Covidians vs Covid Deniers
The tragedy of the SARS-CoV-2 response has been heightened by the political rift it has deepened
“They who have presumed to dogmatize on nature, as on some well investigated subject, either from self-conceit or arrogance, and in the professorial style, have inflicted the greatest injury on philosophy and learning.” - Francis Bacon, 1620
What are we to do about the Covidians and the Covid Deniers...? While I prefer to avoid descriptors people haven’t chosen for themselves, there’s really no choice in this instance - neither faction named itself, so the only labels available are those bitter accusations their adversaries coined for them. Thus, during the widespread panic about a respiratory infection associated with the SARS-CoV-2 virus, people who resisted were demonised as ‘Covid Deniers’. They would not comply with the proposed interventions, declaring that there was not actually a crisis, or that this virus was not responsible for the crisis, or that there were no such things as viruses whatsoever. There is actually very little consensus among these disparate folk except a shared contempt for their mirror image, the Covidians.
The enormous range of scientific and ethical positions among the Covid Deniers came about in large part because the Covidians were so uniform in their claims about everything - the risks of fatality, the merits of testing for specific infectious agents, the benefits of community masking, the necessity of the lockdown-until-vaccine strategy, the extent of vaccine efficacy and safety, and so forth. There is staggering uniformity within this faction, which the Covid Deniers dubbed ‘Covidians’ (or sometimes ‘Branch Covidians’, to heighten the allusions to cult mentality). Thus their chaotic reflection, the Covid Deniers, gathered together anyone breaking with this artificially enforced illusion of consensus in any way - small wonder it incorporates such diverse positions!
Both sides blame their counterparts for politicising public health. Covidians claim the Covid Deniers politicised public health by refusing to adhere to the mitigation methods proposed by the establishment. Conversely, Covid Deniers accuse Covidians of politicising these issues by exaggerating the risks, proposing wildly untested mitigations, breaking with established norms in public health (such as not intentionally provoking panic), and pressuring technology companies to censor contrasting viewpoints as ‘misinformation, disinformation, and malinformation’. Both accusations are broadly correct, although in fact neither faction is ultimately responsible for this politicisation, since both are victims of whatever the US Department of Defence was up to when it quietly seized control of the global public health apparatus in 2020. Unless we somehow get full disclosure, it’s all just conspiracy theories versus wilful ignorance.
What unites the Covidians, however, is not the deference to state authority that the Covid Deniers allege, nor their own implausible claims of superior scientific practice. Neither side can honestly claim that, since we sank this ship together. Rather, Covidians are united in an ethical commitment to taking whatever steps are deemed necessary to ‘defeat’ literal and metaphorical disease - whether cancer, COVID-19, climate change, or whatever else comes along next week. I will not criticise them for holding these principles - I’m relieved when I can find any principles these days! However, the moral high ground that Covidians presume they occupy falters on the erroneous assumption that their demanded warfare obligates universal conscription.
With a few notable exceptions, no-one on either side upheld good scientific practice, and arguing about the facts and interpretations remains pointless until these processes can be robustly restored. The root problems are ethical. It is inherently authoritarian to presume participation in anti-disease projects must be mandatory rather than voluntary: this imperious conceit is precisely where the Covidians went awry (although this ill-advised path was cleared long before 2020…). But on the other side, the Covid Deniers leapt so far beyond the norms of justice that some demand the public execution of anyone involved in the disastrous failed response to SARS-CoV-2, without any attempt to uncover what was nefarious criminality and what was merely incompetent hubris. In this, the Covid Deniers have disastrously failed in their ethics too.
The thing is, we still have to live together. Never mind recovering public health and scientific process from the smouldering ruin we have made together, citizen democracy will be impossible with so vast a gulf of hatred and distrust between neighbours. It is precisely as Francis Bacon warned more than four centuries ago: those who dogmatically preach their interpretations of nature have inflicted the greatest injury. Today, however, it is not just philosophy and learning that has been brutalised by this clash of arrogance, but the very soul of civilisation itself.
Your commentary misses the mark in so many ways in bifurcating the response to Covid-19.
Contrary to your assertion about "What unites the Covidian", I think for most it was to wanting to limit the number of deaths from a deadly infectious disease spreading at a rate which did not leave time needed for typical scientific studies. Every Covid death was a case of unintentional or intentional manslaughter.
The United States has by a substantial margin the highest reported number of deaths from Covid-19 so clearly the country that claims to have the most advanced health care didn't get it right.
https://www.statista.com/statistics/1093256/novel-coronavirus-2019ncov-deaths-worldwide-by-country/
Daily new confirmed COVID-19 cases per million people
https://ourworldindata.org/coronavirus/country/united-states
Long Covid is still not understood and impacts a large population.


Task requirements: Every line of the material that includes the word "Continue" is to be shown.

Record excerpts:
--------------------------------

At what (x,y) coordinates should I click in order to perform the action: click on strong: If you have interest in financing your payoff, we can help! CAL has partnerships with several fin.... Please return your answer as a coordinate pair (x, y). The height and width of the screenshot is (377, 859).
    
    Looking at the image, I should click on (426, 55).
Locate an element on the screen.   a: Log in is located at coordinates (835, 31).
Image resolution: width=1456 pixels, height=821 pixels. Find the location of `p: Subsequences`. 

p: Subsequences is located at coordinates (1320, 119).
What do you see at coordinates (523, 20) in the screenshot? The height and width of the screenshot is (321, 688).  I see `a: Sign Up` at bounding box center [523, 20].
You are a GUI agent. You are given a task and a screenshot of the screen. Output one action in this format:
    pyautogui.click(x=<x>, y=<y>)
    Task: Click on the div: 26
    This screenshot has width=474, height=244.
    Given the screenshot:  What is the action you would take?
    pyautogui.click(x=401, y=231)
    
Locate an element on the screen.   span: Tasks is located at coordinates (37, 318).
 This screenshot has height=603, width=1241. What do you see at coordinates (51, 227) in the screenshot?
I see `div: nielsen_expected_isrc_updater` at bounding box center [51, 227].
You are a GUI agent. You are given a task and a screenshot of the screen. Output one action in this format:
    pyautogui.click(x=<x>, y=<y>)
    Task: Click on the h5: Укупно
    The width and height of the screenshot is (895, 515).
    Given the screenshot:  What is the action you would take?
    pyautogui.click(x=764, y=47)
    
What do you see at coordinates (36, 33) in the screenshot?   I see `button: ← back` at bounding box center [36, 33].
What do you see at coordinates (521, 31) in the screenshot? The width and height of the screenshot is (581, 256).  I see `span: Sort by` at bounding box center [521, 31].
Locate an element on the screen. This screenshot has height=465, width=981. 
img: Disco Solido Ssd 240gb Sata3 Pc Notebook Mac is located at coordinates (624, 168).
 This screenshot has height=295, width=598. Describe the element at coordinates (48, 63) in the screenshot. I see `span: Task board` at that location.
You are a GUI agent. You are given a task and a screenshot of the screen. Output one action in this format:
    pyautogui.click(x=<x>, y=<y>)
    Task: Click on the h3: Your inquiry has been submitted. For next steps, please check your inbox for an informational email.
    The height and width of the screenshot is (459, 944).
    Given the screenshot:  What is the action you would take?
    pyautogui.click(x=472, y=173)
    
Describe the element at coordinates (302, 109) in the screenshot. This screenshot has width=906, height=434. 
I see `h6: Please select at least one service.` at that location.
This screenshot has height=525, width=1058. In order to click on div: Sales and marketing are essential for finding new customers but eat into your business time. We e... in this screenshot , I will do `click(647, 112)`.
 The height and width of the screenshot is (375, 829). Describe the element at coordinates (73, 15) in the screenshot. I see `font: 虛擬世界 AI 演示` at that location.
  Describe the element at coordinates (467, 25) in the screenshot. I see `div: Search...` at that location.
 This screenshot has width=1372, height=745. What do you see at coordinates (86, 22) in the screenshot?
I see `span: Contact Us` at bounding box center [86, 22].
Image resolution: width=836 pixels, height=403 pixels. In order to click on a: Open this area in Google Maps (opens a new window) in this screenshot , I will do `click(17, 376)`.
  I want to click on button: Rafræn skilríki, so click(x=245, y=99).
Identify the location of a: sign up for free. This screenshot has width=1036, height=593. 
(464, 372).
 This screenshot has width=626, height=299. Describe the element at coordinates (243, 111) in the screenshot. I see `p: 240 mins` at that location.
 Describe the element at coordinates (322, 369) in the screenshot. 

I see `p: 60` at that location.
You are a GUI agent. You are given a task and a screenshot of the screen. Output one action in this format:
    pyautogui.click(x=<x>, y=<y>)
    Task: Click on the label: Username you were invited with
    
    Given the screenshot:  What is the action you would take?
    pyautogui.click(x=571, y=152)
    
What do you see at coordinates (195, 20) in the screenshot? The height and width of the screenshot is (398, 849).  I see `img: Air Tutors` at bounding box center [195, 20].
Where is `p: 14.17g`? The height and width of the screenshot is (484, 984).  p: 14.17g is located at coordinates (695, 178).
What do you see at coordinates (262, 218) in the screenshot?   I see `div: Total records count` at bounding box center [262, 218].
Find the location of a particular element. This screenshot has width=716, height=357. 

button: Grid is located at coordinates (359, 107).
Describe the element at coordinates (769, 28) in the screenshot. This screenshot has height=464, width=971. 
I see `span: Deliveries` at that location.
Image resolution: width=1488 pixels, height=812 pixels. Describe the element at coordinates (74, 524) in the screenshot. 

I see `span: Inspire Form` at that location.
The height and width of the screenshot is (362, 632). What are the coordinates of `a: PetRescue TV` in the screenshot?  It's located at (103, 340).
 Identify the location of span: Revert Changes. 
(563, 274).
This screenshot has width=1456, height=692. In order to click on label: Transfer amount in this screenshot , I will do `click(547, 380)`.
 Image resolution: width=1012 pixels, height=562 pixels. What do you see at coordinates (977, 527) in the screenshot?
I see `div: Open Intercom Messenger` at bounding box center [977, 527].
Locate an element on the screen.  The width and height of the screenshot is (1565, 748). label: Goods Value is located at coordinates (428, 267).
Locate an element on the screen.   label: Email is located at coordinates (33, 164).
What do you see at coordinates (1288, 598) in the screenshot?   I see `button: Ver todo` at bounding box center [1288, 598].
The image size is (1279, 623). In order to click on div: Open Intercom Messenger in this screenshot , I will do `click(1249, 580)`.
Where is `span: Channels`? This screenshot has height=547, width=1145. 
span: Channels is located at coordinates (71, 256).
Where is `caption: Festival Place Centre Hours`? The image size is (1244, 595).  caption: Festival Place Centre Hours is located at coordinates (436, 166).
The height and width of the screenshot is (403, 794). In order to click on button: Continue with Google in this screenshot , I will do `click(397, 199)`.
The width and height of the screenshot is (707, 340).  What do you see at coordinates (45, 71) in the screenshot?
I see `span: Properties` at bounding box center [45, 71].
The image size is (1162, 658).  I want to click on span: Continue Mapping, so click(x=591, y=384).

--------------------------------

Result of the task:
The height and width of the screenshot is (403, 794). In order to click on button: Continue with Google in this screenshot , I will do `click(397, 199)`.
The image size is (1162, 658).  I want to click on span: Continue Mapping, so click(x=591, y=384).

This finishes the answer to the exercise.